The museum contains many items related to the history and civilisation of Amphipolis dating from the Archaic to Christian periods. Its exhibition halls exhibit the cultural history of Amphipolis from prehistoric times down to the Byzantine period. The museum is housed in a building that was completed in 1995. The finds are displayed in chronological order and comprise the following groups: the prehistoric period (from Mount Pangaio and Ketil Tepes Hill); the Archaic period (from Kasta Hill and the Iron Age cemetery at Amphipolis); the Classical and Hellenistic periods (from the Archaic Gymnasium, the Hellenistic cemetery, the Hellenistic house, and from excavations on the archaeological site), the Roman period (mosaics from a Roman house and from excavations in the local cemetery); the Early Christian period (from five Early Christian basilicas at Amphipolis); and the modern era (from a chapel found at a low elevation near Nea Amphipoli).

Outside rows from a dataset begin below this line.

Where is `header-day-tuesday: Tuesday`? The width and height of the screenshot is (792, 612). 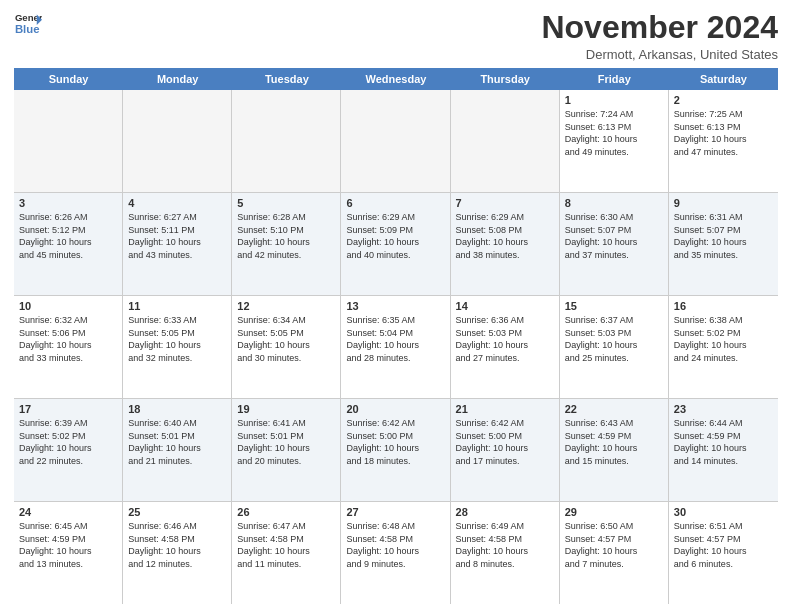
header-day-tuesday: Tuesday is located at coordinates (286, 79).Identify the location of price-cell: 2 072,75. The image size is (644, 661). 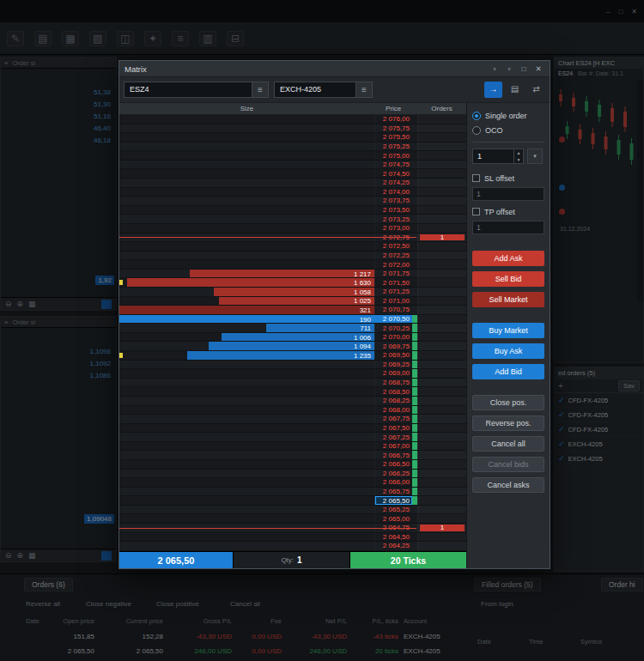
(393, 238). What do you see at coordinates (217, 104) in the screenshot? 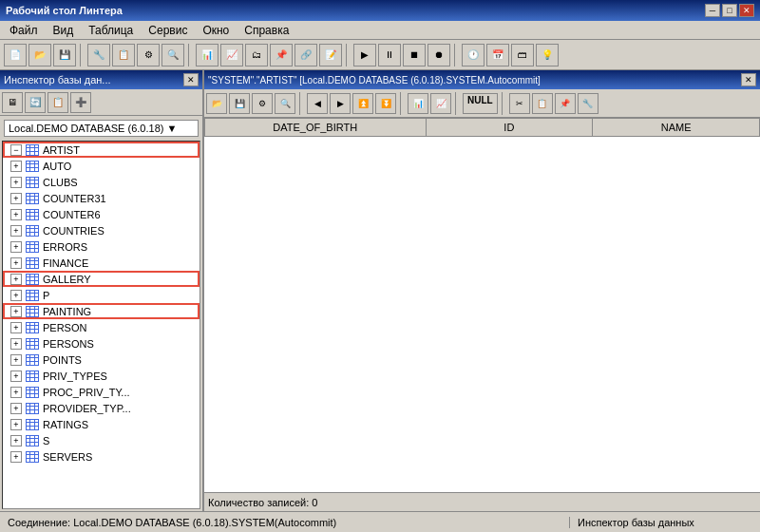
I see `rt-btn-1: 📂` at bounding box center [217, 104].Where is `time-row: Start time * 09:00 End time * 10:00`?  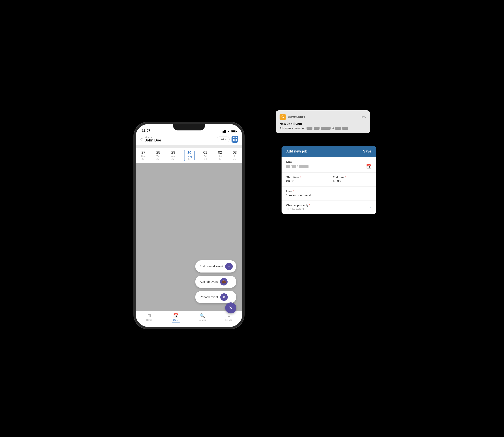 time-row: Start time * 09:00 End time * 10:00 is located at coordinates (329, 179).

The most important exhibits in the museum are a seal and a number of figurines of the Neolithic period (6000–3000 BC), gold jewelry from the graves in the Kasta mound in the environs of Amphipolis, a figurine of a dancer performing the Peirihios Dance, three statues—of Orestes and Electra (2nd century BC), a female figure (4th century BC), and Aphrodite and Eros (2nd century BC)—a bust of the local deity Attis (1st century BC), a full-length siren tearing her hair and beating her breast, a silver reliquary with the gold olive wreath that was found inside it, and a gold wreath from a male burial.

Moving on to the exhibits of the Roman and Byzantine periods, there are two mural paintings from the Roman house and a capital with rams’ heads carved in relief.

On the first floor are finds from ancient Argilos and Eion, the port of ancient Amphipolis, together with wall panels relating the history of ancient Amphipolis and the surrounding area.

At the entrance to the museum, visitors may also view 18th-century historians’ correspondence about ancient Amphipolis, together with photographs of the unearthing of the Lion of Amphipolis in 1913 and its restoration.